Bell Canada, the telecom arm of Canadian conglomerate BCE, plans to buy Washington-based Ziply Fiber, the two companies announced Nov. 4. Bell Canada will pay approximately $3.65 billion U.S. in cash and assume $1.44 billion of Ziply’s debt.
Ziply would remain headquartered in Kirkland.
Ziply’s investments in broadband fiber-optic internet attracted its buyer. Buying Ziply would be Bell Canada’s way of “reinforcing its position as the third-largest fiber Internet provider in North America,” the press release said.
AT&T, Comcast and Verizon are among the biggest in this space; Verizon, in September, announced it would buy Frontier Communications, another fiber player.
Ziply formed in 2020 when it bought Frontier’s northwest line system.
Bell Canada was an arm of the old Bell system run by AT&T. It became independent from AT&T in 1975 when AT&T sold off the last of its ownership holdings in Bell Canada.
Bell Canada reformed into BCE, a much larger conglomerate: One of its crown jewels is CTV, Canada’s largest privately owned TV network.
Northern Telecom — later known as Nortel — was a longtime piece of BCE as well, but BCE spun it off before Nortel infamously went bust.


THE TASK
Only one number is wanted: the count of lines in the records below that hold the word "arrow".

──────── DATA PROVIDED

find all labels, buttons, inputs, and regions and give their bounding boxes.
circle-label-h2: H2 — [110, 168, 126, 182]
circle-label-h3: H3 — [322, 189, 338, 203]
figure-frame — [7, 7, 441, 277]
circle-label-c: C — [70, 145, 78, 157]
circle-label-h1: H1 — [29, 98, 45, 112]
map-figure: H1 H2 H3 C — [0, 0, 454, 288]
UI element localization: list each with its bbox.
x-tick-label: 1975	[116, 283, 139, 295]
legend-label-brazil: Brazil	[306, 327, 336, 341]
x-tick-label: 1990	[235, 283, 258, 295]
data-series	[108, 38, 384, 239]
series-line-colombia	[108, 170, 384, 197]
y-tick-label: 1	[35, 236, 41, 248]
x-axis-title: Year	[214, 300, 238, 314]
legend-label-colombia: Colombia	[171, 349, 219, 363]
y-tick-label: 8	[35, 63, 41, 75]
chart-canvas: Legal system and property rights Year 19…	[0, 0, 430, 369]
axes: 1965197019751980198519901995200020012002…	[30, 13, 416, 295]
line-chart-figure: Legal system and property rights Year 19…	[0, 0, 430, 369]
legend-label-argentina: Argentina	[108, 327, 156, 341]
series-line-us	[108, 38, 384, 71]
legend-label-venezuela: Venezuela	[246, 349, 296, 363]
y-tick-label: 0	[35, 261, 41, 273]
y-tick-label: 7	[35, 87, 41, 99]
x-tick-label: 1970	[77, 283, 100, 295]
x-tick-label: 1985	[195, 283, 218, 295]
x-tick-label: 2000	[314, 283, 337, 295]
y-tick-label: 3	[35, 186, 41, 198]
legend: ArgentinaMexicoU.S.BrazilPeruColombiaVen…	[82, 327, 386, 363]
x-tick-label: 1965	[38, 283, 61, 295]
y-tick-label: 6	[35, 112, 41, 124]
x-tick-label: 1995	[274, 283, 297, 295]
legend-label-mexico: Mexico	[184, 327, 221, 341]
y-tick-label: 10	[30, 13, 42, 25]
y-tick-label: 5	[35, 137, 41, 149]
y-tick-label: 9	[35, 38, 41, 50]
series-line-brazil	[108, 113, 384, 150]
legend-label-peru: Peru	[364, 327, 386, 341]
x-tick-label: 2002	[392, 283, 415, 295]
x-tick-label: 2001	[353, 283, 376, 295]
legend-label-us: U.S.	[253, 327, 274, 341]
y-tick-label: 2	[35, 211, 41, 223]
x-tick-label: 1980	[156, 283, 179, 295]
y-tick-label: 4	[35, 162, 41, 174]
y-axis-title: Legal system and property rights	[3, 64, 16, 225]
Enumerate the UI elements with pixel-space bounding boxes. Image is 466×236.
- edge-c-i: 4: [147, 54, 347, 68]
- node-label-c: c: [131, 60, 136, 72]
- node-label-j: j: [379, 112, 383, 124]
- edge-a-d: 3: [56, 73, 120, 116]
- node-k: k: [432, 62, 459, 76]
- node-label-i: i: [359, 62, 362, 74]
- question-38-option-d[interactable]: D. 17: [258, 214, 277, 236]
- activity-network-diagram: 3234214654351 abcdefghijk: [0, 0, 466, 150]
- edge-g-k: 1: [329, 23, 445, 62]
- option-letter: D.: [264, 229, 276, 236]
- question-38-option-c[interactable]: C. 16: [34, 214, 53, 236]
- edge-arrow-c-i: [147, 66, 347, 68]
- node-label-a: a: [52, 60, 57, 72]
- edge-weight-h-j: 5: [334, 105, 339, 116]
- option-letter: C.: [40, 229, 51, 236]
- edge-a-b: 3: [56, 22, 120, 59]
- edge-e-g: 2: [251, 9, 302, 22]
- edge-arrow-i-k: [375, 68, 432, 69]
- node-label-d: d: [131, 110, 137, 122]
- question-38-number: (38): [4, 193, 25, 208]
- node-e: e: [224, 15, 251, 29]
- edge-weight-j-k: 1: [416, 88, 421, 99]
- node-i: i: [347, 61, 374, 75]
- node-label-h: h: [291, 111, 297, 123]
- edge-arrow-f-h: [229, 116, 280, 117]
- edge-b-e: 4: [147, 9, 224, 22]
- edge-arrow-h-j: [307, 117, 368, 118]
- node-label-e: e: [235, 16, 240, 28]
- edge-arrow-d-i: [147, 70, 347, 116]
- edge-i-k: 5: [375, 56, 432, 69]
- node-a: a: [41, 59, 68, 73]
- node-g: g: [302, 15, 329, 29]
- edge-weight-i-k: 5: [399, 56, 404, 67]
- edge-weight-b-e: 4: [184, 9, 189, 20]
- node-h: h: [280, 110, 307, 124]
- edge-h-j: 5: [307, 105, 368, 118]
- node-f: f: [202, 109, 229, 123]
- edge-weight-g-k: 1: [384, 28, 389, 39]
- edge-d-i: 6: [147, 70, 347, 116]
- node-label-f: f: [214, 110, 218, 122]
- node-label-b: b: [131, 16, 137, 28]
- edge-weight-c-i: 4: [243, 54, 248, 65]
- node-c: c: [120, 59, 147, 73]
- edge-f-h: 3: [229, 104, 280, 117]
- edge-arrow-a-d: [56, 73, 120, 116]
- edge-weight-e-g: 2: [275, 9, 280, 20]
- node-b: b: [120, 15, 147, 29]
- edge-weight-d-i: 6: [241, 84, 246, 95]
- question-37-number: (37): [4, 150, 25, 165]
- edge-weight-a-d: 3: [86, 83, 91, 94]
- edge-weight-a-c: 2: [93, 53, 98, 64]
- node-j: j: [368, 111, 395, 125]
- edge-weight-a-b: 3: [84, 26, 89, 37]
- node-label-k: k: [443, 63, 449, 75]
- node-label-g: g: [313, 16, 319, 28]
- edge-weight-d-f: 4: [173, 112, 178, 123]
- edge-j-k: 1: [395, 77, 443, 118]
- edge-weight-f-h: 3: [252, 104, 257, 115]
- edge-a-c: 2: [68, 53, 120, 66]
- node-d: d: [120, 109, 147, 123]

────────────────
──────── DATA PROVIDED

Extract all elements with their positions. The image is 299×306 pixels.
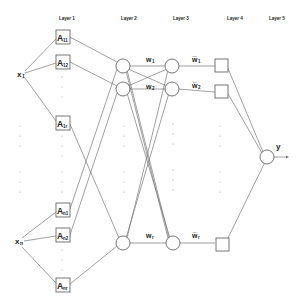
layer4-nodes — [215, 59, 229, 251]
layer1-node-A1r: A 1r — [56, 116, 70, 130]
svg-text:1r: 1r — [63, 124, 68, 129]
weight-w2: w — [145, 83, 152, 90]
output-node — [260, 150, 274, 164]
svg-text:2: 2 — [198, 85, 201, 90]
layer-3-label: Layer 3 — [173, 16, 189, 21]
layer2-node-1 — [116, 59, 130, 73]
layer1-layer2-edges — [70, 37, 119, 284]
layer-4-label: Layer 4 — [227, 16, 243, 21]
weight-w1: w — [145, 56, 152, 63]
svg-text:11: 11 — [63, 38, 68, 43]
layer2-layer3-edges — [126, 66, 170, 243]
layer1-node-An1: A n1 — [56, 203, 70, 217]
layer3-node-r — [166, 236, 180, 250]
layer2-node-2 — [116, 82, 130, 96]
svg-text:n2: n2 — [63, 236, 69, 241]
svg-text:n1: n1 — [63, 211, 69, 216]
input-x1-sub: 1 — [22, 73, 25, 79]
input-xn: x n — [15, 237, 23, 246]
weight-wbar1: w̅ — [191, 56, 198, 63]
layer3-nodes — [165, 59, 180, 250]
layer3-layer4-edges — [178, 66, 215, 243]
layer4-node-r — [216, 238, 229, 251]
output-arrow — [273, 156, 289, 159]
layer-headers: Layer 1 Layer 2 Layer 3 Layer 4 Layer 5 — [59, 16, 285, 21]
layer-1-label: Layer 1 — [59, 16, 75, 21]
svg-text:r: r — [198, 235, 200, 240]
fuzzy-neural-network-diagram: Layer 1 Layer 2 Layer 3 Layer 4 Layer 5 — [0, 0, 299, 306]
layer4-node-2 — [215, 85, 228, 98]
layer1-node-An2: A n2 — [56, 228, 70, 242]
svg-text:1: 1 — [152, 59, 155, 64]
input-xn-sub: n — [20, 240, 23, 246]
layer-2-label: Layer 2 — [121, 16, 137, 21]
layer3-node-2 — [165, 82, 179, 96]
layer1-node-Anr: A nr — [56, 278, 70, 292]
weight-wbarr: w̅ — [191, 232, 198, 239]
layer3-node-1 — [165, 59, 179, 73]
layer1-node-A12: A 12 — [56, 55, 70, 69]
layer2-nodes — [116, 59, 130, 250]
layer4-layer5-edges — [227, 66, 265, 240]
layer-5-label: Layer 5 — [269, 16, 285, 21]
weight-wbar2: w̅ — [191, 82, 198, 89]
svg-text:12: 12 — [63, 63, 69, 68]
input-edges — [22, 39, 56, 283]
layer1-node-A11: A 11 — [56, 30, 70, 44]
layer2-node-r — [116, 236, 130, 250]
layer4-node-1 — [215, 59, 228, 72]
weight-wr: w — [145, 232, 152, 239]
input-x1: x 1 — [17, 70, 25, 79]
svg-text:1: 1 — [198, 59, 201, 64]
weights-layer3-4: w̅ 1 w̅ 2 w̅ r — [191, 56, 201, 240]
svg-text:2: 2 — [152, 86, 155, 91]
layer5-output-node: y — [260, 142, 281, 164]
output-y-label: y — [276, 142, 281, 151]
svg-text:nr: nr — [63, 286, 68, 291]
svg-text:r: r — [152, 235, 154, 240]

────────────────

EXERCISE OUTPUT
7